City Pulse’s sources confirmed today that they had not received updated information when they spoke yesterday.

Another inaccuracy in the story was that the Detroit Police Department has a policy against pursuing suspects without warrants for their arrests. That was based on information from a local official who said he was given that explanation when he heard the erroneous report that Detroit Police had refused the LPD's request.

City Pulse called Dayna Clark, public information director for the Detroit Police Department shortly after 9 a.m. Thursday for comment. Clark’s administrative assistant referred City Pulse to the FBI for questions. The FBI declined to comment. Later, Clark first placed an angry call to City Pulse for not having sought comment. But later she apologized, explaining that City Pulse’s request never got to her.
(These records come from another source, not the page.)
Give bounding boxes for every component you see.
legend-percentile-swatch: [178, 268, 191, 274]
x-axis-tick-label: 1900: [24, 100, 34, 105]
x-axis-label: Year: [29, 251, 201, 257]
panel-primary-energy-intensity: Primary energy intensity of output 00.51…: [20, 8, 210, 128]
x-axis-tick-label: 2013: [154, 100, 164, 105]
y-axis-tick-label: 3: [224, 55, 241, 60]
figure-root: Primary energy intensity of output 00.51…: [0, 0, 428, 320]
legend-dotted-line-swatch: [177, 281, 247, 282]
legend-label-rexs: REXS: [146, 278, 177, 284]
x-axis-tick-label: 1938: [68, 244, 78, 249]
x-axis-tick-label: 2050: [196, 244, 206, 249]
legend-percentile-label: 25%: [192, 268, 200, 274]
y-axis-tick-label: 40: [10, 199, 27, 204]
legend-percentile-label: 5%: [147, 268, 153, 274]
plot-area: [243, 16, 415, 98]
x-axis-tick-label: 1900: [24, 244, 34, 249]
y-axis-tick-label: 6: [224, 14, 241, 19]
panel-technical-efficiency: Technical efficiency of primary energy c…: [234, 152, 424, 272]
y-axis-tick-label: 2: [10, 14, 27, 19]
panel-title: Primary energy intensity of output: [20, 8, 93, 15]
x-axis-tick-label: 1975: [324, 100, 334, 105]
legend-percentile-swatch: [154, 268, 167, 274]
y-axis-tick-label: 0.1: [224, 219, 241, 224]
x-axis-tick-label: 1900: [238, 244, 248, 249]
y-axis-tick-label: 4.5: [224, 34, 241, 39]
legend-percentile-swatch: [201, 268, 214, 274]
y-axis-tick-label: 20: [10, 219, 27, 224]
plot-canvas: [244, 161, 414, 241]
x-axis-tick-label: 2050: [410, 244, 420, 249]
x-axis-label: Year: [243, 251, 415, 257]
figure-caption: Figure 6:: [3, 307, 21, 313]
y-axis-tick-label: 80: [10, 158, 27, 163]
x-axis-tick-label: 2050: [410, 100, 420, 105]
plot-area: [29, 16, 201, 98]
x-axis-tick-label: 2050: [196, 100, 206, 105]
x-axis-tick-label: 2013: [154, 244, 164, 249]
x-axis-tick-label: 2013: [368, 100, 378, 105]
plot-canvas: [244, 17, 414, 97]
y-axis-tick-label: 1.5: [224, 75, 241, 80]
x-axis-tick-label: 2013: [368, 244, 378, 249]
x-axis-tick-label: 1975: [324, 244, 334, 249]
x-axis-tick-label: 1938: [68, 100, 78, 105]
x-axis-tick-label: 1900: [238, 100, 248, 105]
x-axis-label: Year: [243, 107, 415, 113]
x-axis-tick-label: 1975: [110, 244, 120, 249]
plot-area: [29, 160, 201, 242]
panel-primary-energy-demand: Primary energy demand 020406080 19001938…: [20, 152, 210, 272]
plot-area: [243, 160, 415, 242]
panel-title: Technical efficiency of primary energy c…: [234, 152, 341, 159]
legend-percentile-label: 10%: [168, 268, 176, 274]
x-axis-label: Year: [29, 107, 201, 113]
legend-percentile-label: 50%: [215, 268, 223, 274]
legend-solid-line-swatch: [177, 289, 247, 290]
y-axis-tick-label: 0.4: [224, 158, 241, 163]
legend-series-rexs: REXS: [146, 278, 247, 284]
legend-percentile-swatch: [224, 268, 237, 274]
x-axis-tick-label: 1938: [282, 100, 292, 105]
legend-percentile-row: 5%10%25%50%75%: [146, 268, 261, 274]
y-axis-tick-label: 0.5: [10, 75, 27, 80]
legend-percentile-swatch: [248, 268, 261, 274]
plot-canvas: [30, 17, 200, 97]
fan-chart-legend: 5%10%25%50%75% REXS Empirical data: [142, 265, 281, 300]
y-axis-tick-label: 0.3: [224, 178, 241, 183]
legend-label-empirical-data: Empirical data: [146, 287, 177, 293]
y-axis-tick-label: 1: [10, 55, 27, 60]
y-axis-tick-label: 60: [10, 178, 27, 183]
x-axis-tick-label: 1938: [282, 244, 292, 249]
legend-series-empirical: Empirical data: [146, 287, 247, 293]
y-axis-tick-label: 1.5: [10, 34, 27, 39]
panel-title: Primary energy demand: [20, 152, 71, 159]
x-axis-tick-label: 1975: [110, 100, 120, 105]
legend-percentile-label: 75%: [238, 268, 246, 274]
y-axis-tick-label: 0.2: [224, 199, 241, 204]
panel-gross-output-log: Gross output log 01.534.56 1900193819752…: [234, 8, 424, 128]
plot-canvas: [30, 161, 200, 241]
Sosebee said he was “confident all involved jurisdictions including the Detroit Police Department did everything that was asked of them and more to find the accused and assist with locating Wynter.”

Fitzgerald said officers from Detroit began responding to information put out across the Law Enforcement Information Network (LEIN) at about 1 a.m. July 3. They continued responding to updated information until approximately 10:30 a.m. July 3. He said Monday morning at about 5:40 a.m. officers were dispatched to the vicinity of where Cole-Smith’s body was discovered Wednesday night.

“The closest location would've been probably four blocks away, going off of just memory,” Fitzgerald said. He said he had a “stack” of documents to verify each action taken by Detroit officers during the frantic Amber Alert search for both Cole-Smith and Trice. He declined to make those documents immediately available, requesting instead a Freedom of Information Act request be filed for the documents.

Trice, 26, and Cole-Smith were the subject of a statewide Amber Alert at about 2 a.m. July 3. The alert was put out after Lansing Police were called to the home of Trice’s ex-girlfriend on a domestic violence report. The woman had been stabbed. Law enforcement found Cole-Smith’s younger brother in the home, but she was missing, as was her mother’s car.

Monday at about 5:45 a.m., Trice was apprehended in St. Claire Shores, approximately 10 miles away from where Cole-Smith’s body was found in an overgrown alley.

Fitzgerald said Law enforcement searched areas broadly identified by cell phone geolocation data until “they were able to fine-tune those XY coordinates through re-reviewing the pings from the phone.”